Aim of the task: Return each line exactly, from the one that has "Image resolution: width=868" through the end of the entries, both ends included. Pictures do not belong.

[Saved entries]
___

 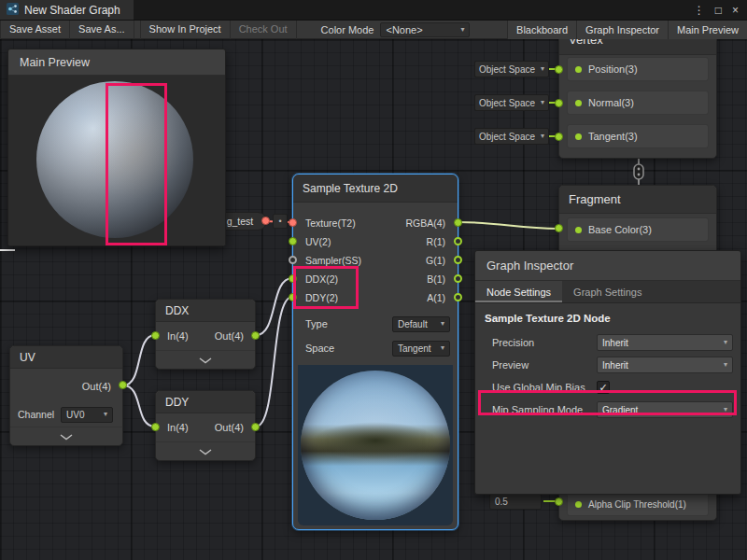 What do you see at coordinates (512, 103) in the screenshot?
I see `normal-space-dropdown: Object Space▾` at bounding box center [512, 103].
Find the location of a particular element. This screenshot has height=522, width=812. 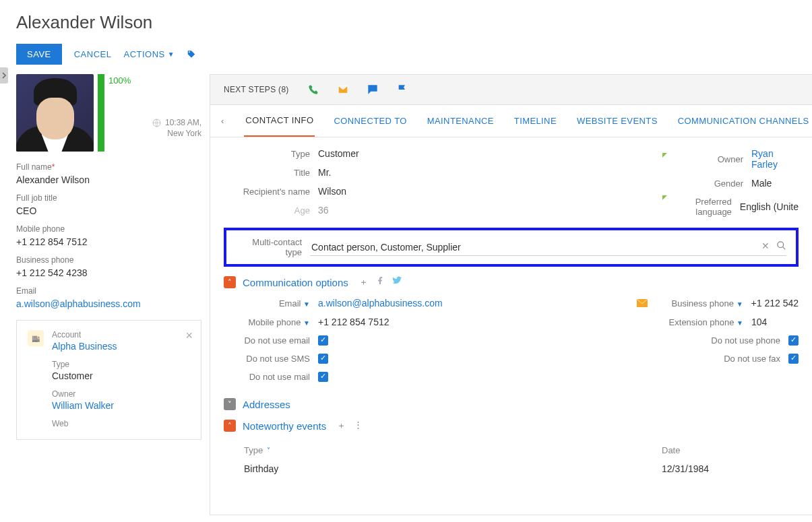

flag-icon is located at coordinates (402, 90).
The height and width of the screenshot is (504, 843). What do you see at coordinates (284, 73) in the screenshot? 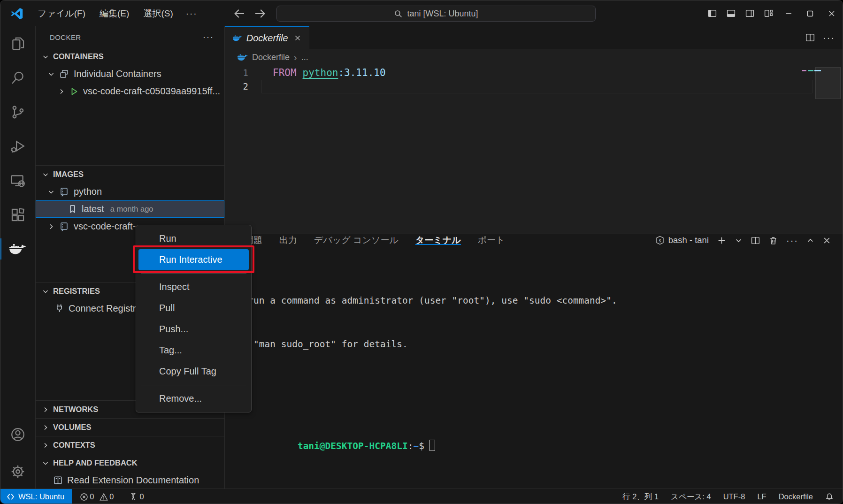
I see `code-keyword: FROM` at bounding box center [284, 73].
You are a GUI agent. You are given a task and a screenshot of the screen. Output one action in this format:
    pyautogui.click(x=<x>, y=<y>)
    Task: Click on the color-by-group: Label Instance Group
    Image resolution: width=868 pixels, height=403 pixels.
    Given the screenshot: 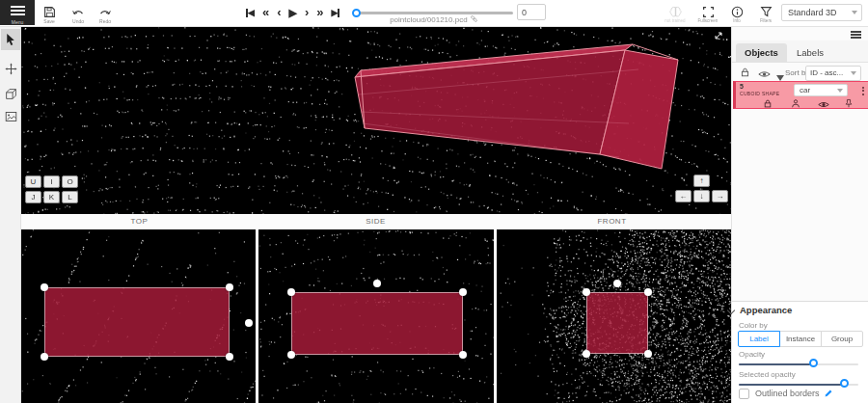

___

Solved exercise:
    Image resolution: width=868 pixels, height=403 pixels.
    Given the screenshot: 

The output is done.